Our classes at Pearson’s had consisted of the little we could do with the asanas, the more we could achieve (in our nearly immobile or spastic states) with breath-control, and the most we could accomplish with concentration. Towards that end, we had done some personalized and philosophical affirmations. We went for imaginary walks in each of our “ideal” places, putting all our senses into play. We candle-gazed and did healthy body visualizations. We chanted Om in harmony and repeated beautiful mantras such as “God is love.” We visualized a golden light in the middle of our foreheads, allowing it to spread to our hearts and bodies, into the room, through the hospital, out into the street, the city, the province, the country, the continent, and the entire earth until the whole world was ablaze with the light of love.
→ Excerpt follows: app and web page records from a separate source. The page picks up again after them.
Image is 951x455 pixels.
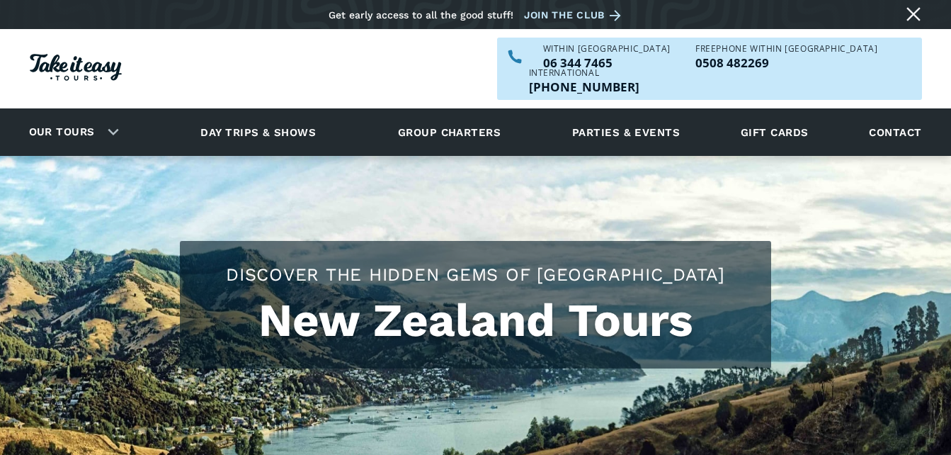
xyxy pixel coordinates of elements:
[696,57,878,69] a: Call us freephone within NZ on 0508482269
[329,9,514,21] div: Get early access to all the good stuff!
[30,47,122,91] a: Homepage
[18,115,106,149] a: Our tours
[696,45,878,53] div: Freephone WITHIN [GEOGRAPHIC_DATA]
[565,113,687,152] a: Parties & events
[380,113,518,152] a: Group charters
[529,69,640,77] div: International
[183,113,334,152] a: Day trips & shows
[529,81,640,93] p: [PHONE_NUMBER]
[543,45,671,53] div: WITHIN [GEOGRAPHIC_DATA]
[734,113,816,152] a: Gift cards
[30,54,122,81] img: Take it easy Tours logo
[524,6,626,24] a: Join the club
[696,57,878,69] p: 0508 482269
[902,3,925,25] a: Close message
[543,57,671,69] a: Call us within NZ on 063447465
[194,294,757,347] h1: New Zealand Tours
[543,57,671,69] p: 06 344 7465
[862,113,929,152] a: Contact
[529,81,640,93] a: Call us outside of NZ on +6463447465
[194,262,757,287] h2: Discover the hidden gems of [GEOGRAPHIC_DATA]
These the patients were able to accomplish within the spirit of the 11/12th meditative aspects of Hatha Yoga, and, as the sprouting plant had clearly shown, it had been a splendid and unexpectedly powerful practice. The remaining 1/12th aspect of Yoga – the practice of asanas – is best explained by Pegge Gabbot. An 83 year-old Yoga teacher with luminous skin and superb health, she still literally “gives” six classes a week for free on Vancouver Island. Before that, she had taught Yoga for over 30 years for the Vancouver School Board, and in the Downtown Eastside CCL Centre for addicts and alcoholics.

Pegge has always passionately asserted that Yoga is Yoga. It is not about tying oneself into knots. It’s about body, mind, and spirit yoking together to get the most out of life. It’s Patanjali’s Yoga philosophy, as taught to me by my beloved teacher Indra Devi (who was still actively teaching when she died at age 102). That is why my classes are meant for everyone no matter their age, flexibility, health, shape or economic status. Yoga should be non-competitive and all-inclusive. It ought to be something the average person can do, and it must never be out of reach (though some poses may be difficult and take more time to achieve). Yoga is about going only as far as you can go in challenging the joints, yet not so far that they become stiff. It’s about a stretching taking place by itself, even if only minimally. Yoga is about getting in touch with the science of self-awareness – of the True Self.

My patient-students at Pearson’s had nodded at this Yoga concept with a sense of startled recognition, and we had gone on to discuss what this True Self might be like. We knew that, no matter what the present self, the True Self was “whole” in all the three aspects of itself – it was undamaged, undying, loving and tolerant, even of its own human imperfections.

Greatly relieved at this monumental insight, we had done the breath every living creature does unconsciously, breathing in with the sound So’ham (the Immortal Spirit am I, or I am that which is) and breathing out with Hamsah (I am He). And then, we had sung a joyous, “Merry Christmas to All!”